Strykr Analysis
BearishStrykr Pulse 42/100. Breadth is deteriorating, software is cracking, and macro risks are rising. Threat Level 4/5.
If you’re looking for a canary in the coal mine, look no further than the software sector. The S&P 500 has spent the last week pretending everything is fine, but the cracks are starting to show, and they’re spreading. Barron’s says “Bear Markets Stir, Then Pounce,” and for once, the headline isn’t just clickbait. The real story isn’t the index’s headline number, but the rot quietly spreading from the most vulnerable corners. Software stocks, once the darlings of every momentum desk, are now the epicenter of weakness. The contagion risk is real, and the market’s complacency is starting to look like denial.
Let’s get specific. The S&P 500 is languishing below its 200-day SMA, a technical red flag that even the most caffeine-addled quant can’t ignore. Options activity in both SPX and VIX is flashing warning signs. Charles Schwab’s Nathan Peterson notes that the correlation between price action and volatility is tightening, never a good sign for bulls. The software sector, long the engine of growth, is now the first domino. Weakness here rarely stays contained. It’s the same playbook we saw in 2000 and 2022: the frothiest names crack first, then the rest of the market wakes up to the hangover.
The macro backdrop is hardly reassuring. The Iran war continues to roil markets, mortgage rates are climbing for the fifth straight week (now at 6.46%), and the Fed is about to dump a fresh load of minutes and inflation data on traders’ heads. The National Association for Business Economics just published a survey showing a rapid deterioration in the US economic outlook. This isn’t just a soft patch, it’s a shift in sentiment that could turn a garden-variety correction into something nastier.
Cross-asset flows are telling the same story. Commodities are flatlining, crypto is in liquidation mode, and the usual safe havens (gold, Treasuries) aren’t offering much comfort. The market is leaning hard into defensive stocks, but even that trade is looking crowded. The VIX may be flat at 25, but the real risk is in the tails. When software cracks, it’s rarely isolated. The last time we saw this setup, it ended with a broad-based selloff that caught everyone off guard.
Technically, the S&P 500 is sitting on a knife edge. The 200-day SMA is acting as a ceiling, not a floor. Breadth is deteriorating, with fewer stocks making new highs and more flashing oversold signals. The options market is pricing in higher volatility, and the risk of a volatility spike is rising. If software weakness spreads to the rest of tech, expect the index to test lower support levels in a hurry.
Strykr Watch
Watch the 4,950 level on the S&P 500. A break below opens the door to 4,800, where the next cluster of buy orders sits. Resistance is stacked at 5,080, a reclaim there would force shorts to cover. The software sector is the leading indicator here. If names like Salesforce, ServiceNow, and Adobe can’t find a bid, the rest of the market is unlikely to hold up. RSI is drifting lower, and momentum is negative across most timeframes. Keep an eye on SPX and VIX options flows for early signs of a volatility spike.
The risk is that the weakness in software is just the start. If the macro data disappoints or the Fed turns more hawkish, the selloff could accelerate. The bear case is a broad-based correction that drags the S&P 500 down to 4,800 or lower. The bull case? Defensive sectors pick up the slack, and the index grinds higher despite the carnage in growth stocks. But with breadth deteriorating and sentiment turning, the odds are shifting in favor of the bears.
For traders, the opportunity is in playing the rotation. If software continues to crack, look for relative strength in defensive sectors. If the S&P 500 breaks below 4,950, short setups open up with tight stops. On the other hand, if the index reclaims 5,080, the pain trade is higher as underweight managers are forced to chase.
Strykr Take
This isn’t just noise, it’s a regime shift. The software sector is the tip of the spear, and the S&P 500 is at risk of following it lower. Respect the technicals and don’t get lulled into complacency by a flat VIX. The next move could be fast and brutal. For now, the path of least resistance is down. Trade accordingly.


## What the task requires
All lines of the material below that include the string "multiplier" are to be copied.

## Information given
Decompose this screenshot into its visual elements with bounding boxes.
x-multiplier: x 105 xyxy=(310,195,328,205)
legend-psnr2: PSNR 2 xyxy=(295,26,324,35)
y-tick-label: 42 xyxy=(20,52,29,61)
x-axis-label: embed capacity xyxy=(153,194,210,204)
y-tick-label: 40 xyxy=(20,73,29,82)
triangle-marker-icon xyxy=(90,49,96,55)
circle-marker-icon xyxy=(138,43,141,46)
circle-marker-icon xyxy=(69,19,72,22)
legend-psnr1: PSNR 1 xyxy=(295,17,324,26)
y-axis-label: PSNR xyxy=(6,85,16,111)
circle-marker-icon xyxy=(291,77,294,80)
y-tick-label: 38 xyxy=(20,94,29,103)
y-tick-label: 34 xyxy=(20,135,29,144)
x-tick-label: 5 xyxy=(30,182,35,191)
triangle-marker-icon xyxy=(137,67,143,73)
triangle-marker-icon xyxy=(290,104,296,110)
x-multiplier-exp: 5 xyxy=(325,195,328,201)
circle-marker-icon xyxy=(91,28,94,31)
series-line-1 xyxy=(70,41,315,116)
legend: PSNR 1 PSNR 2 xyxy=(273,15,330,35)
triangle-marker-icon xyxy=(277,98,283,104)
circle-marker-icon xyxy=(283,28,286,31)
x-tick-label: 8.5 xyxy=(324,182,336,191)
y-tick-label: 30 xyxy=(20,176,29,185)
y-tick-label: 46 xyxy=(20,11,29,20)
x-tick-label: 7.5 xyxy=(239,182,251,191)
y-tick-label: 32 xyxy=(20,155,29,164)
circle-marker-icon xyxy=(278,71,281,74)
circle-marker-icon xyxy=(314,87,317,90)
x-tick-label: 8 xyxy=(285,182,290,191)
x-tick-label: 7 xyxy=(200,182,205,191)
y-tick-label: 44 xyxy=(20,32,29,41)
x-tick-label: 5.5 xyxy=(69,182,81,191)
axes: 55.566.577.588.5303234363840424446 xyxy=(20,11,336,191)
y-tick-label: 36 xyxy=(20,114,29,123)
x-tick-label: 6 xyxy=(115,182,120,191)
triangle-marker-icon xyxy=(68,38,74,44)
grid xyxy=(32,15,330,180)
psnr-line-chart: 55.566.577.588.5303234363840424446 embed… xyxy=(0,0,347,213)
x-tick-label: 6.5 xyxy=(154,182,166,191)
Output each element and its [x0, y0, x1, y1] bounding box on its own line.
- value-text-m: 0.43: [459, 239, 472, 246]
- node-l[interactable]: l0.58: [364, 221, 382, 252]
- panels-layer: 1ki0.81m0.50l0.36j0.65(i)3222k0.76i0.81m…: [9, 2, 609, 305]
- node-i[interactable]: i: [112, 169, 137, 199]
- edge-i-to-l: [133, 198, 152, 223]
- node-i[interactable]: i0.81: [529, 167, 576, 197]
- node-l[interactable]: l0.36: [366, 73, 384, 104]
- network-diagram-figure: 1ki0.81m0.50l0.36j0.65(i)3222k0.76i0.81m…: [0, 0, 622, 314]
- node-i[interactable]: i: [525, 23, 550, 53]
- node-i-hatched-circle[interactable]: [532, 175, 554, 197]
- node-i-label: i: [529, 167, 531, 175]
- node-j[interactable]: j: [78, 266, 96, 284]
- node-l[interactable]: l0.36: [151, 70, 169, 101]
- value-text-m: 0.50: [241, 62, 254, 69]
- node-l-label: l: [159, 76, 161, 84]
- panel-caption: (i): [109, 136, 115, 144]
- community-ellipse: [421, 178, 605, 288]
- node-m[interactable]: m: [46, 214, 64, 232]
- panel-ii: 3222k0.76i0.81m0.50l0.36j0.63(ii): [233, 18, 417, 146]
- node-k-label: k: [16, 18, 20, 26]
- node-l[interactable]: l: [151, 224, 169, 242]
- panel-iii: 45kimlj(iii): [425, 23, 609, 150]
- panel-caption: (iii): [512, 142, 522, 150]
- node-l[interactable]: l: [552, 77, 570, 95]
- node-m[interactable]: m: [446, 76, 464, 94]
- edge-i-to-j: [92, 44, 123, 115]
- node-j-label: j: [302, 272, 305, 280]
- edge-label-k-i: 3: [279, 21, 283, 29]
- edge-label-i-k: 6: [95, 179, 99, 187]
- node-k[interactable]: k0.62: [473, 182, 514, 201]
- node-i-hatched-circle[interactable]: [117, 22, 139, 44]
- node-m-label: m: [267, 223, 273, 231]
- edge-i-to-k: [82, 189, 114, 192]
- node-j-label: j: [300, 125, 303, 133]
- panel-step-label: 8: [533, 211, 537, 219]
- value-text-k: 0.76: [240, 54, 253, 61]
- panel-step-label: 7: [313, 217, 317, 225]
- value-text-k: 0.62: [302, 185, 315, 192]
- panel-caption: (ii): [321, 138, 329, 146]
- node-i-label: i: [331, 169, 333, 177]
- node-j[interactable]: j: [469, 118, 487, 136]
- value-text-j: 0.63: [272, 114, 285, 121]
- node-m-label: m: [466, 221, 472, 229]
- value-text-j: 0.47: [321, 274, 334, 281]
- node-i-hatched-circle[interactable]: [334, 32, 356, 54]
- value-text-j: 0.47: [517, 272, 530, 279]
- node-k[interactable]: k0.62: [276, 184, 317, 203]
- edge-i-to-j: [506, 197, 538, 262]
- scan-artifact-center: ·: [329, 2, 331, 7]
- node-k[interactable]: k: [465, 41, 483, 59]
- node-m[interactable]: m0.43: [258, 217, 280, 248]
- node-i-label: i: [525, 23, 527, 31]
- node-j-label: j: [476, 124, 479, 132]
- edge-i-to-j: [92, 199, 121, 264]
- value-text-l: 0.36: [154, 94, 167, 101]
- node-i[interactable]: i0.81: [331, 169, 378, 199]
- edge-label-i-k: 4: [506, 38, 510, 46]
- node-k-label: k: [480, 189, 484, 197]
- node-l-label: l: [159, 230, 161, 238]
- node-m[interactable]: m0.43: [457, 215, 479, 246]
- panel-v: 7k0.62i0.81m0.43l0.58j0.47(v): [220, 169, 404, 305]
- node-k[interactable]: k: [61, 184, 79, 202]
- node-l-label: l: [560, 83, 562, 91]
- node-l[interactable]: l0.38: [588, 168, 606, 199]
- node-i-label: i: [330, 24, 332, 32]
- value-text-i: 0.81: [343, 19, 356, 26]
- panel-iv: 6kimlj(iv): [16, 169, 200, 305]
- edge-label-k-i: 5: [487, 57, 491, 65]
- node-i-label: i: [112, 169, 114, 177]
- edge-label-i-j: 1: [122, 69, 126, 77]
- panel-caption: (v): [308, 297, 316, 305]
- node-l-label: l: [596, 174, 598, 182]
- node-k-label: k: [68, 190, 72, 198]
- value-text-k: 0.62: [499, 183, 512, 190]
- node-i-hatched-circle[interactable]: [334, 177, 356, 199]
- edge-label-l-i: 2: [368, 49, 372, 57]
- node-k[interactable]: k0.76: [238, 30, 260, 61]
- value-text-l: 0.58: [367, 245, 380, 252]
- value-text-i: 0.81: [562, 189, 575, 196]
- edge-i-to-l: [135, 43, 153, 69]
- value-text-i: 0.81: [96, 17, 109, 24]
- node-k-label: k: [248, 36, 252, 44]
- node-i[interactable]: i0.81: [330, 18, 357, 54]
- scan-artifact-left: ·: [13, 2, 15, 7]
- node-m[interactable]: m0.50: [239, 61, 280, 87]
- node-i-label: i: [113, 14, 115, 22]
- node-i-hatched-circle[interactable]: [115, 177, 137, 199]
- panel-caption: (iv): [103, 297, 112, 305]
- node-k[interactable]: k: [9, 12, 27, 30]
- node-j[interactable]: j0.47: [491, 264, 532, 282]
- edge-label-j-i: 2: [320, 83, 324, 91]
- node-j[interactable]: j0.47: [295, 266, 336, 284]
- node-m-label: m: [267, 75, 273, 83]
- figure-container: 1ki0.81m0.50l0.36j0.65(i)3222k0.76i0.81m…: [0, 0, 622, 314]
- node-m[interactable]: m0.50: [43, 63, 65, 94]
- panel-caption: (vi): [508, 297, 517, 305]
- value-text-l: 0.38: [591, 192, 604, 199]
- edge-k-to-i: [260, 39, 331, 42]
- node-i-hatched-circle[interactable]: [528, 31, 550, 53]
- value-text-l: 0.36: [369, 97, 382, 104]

## Response to this exercise
x-multiplier: x 105 xyxy=(310,195,328,205)
x-multiplier-exp: 5 xyxy=(325,195,328,201)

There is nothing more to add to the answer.